Poets, musicians and dancers, visual artists, filmmakers, musicians, dancefloor royalty, an oracle, producers, a milliner and costumier, animators and friends have worked steadfastly through the extraordinary challenges of the pandemic. The whole multifaceted project faltered and fell more than once, and thanks to the generous creativity of many collaborators, rose and rose again.

I lost my father under lockdown and all the many labours, all the days, are full of his absence. Without him, I’m walking forward into CREATION, a solemn conceit, a playful diversion. Ridiculous, and yet deadly serious. A way to go on, to be together, to make commitments to and with, to be implicated together, to make a model, to take steps, to hold holy, to be worshipful, to gather and to rise.

Here, an invitation: join us.

www.creationtheproject.com

………………………………………………………………

HOW and WHO

The astonishing Angela Goh transformed 20 strangers into a dynamic choreography collective, devising the steps for our becoming, quite literally, a social movement. Brilliant Lex Lindsay is making us musical, and in the karaoke videos you will meet CREATION’s first beloved singers. Young auteur Alia Ardon made the instructional moving image materials as autonomous works of art. James King picked up the vast challenge of the regalia, conjuring presence and personality for the liturgy’s Holy Orders. Our Oracle Erica McCalman, with gracious co-host Matthew Van Roden, made Darwin meaningful and gave purpose to the Precepts. Collagists resolutely murdered many old books to interpret the Liturgy in workshops at the MCA, in Darwin and in Kandos. Producers Bec Dean, Kate Britton, Tulleah Pearce and Su Goldfish have rendered it real. Making CREATION has also depended on the generative, dexterous encouragement of exhibition curator Rachel Kent, plus Jeff Khan, Micheal Do and the support of Vital Statistix, Arts House, The Australia Council, Create NSW, City of Sydney and the Sydney Opera House.

Artist’s acknowledgements
CREATION is being made on the unceded lands of Kaurna, Gadigal, Bidjigal, Wiradjeri, Jerrinja and Larrakia Nations. 

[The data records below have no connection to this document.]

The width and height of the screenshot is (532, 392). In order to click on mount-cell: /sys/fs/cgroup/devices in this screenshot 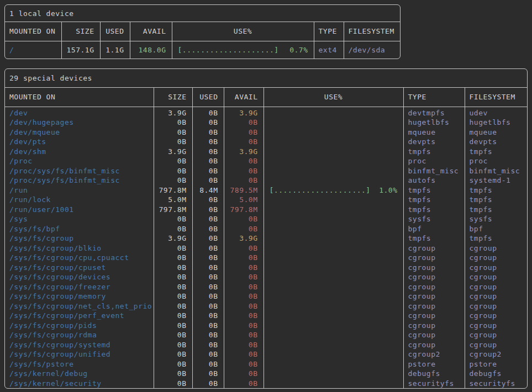, I will do `click(80, 277)`.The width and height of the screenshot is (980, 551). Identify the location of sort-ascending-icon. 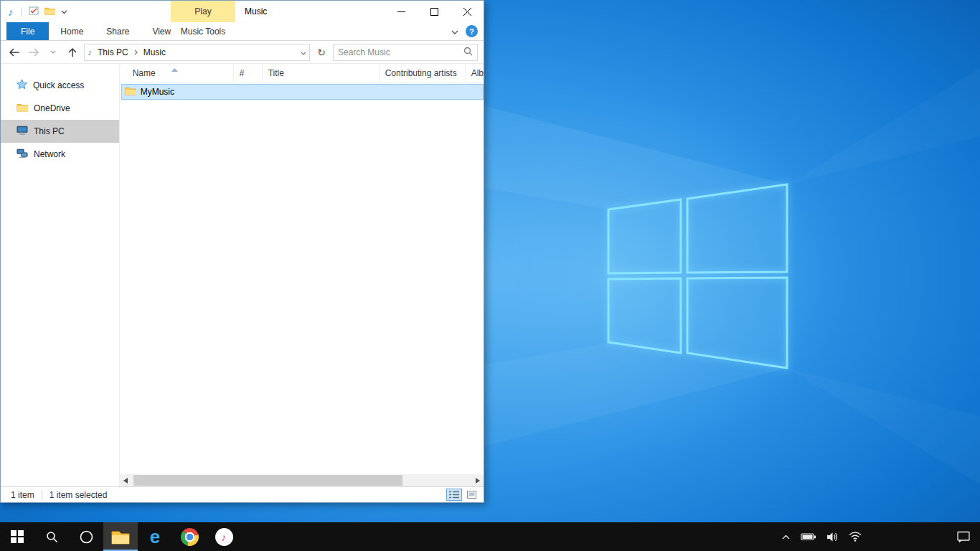
(175, 69).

Production: Bec Dean, Tulleah Pearce, Kate Britton, Erica McCalman, Su Goldfish.

Liturgy: SJ Norman; Movement Director: Angela Goh; Music Director: Lex Lindsay; Original soundtrack: Stereogamous featuring Lupa J; Filmmaker: Alia Ardon; Collage animation: Melody Pei Li ; Stop motion/ text animation: Martin Fox; Costumier: James L King; Artist/chef Andrew Rewald; Poets: Evelyn Araluen, Virginia Barratt, Brian Fuata, Amrita Hepi, Lex Lindsay, Heather Grace Jones, Ellen Van Neerven, Jinghua Qian. Additional music composition: Karen Cummings. Photography by Lucy Parakhina, Garry Trinh and Alex Wisser. Cinematography: Mia Ardianto, Maria Barbagallo.

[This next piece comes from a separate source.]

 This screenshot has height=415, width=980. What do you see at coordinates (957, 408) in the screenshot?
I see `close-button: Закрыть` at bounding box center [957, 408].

Institutional partners: Vitalstatistix (Adelaide); Arts House (Melbourne); New Annual Festival Newcastle; The Lockup Gallery; Lismore Regional Gallery; Museum of Contemporary Art Australia; Cementa Festival (Kandos); Sydney Opera House, Seet Dance, Performance Space (Sydney) UNSW Esme Timbery Creative Practice Lab.

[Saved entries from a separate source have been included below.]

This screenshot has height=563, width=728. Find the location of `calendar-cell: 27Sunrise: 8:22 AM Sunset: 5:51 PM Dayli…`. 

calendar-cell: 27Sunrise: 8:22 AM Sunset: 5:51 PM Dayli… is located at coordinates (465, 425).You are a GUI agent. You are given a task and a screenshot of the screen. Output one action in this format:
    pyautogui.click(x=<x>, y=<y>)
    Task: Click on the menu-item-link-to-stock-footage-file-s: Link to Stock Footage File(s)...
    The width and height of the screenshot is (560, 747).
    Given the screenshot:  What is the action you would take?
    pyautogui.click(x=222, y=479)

Singers: Zaya Barroso, Eugene Choi, Harriet Gillies, Kit Spencer, Liza-Mare Syron, Alison Williams; Percussion: James Tawadros. Dancers: Scarlett Fitzpatrick-Lubowitz, Brian Fuata, Melissa Gilbert, Lily Golightly, Zachary Lopez, Inez Murray, Scarlet Perry, Nivedita Rajendra, Isabella Sanasi, Lilli Seebacher, Celeste Stein, Aiya Ting, Anthony Toohey, Floria Tosca, Ella Watson-Heath, Jessica Weatherall, Alison Williams, Patricia Wood, Wendy Yu, Tessa Zettel.

Collage collaborators: Women With Knives (Kandos): Joanne Albany, Bridget Baskerville, Karen Golland, Sarah Michell, Julie Williams;  Beloved Collective (Darwin): convenors Erica McCalman and Matthew Van Roden with Sarah Pirrie, Tarzan Junglequeen, Lee Harrop; Sydney: Kate Andrews, Mia Ardianto, Alia Ardon, Veronica Barac-Gomez, Tristan Chant, Elizabeth Chua, Alice Crawford, Stella Darling, Susana Depetris, Rebecca Gallo, Amanda Holt, Lex Lindsay, Judy-Ann Moule, Karan Singh, Floria Tosca. Animation landscapes by Jenny More with special permission from Peter Swain, Dabee Wiradjeri man, to reproduce his depiction of the Murrayang mountains, Wiradjeri Country.

Funding support: Australia Council for the Arts, City of Sydney, Create NSW, Arts House, Vitalstatistix.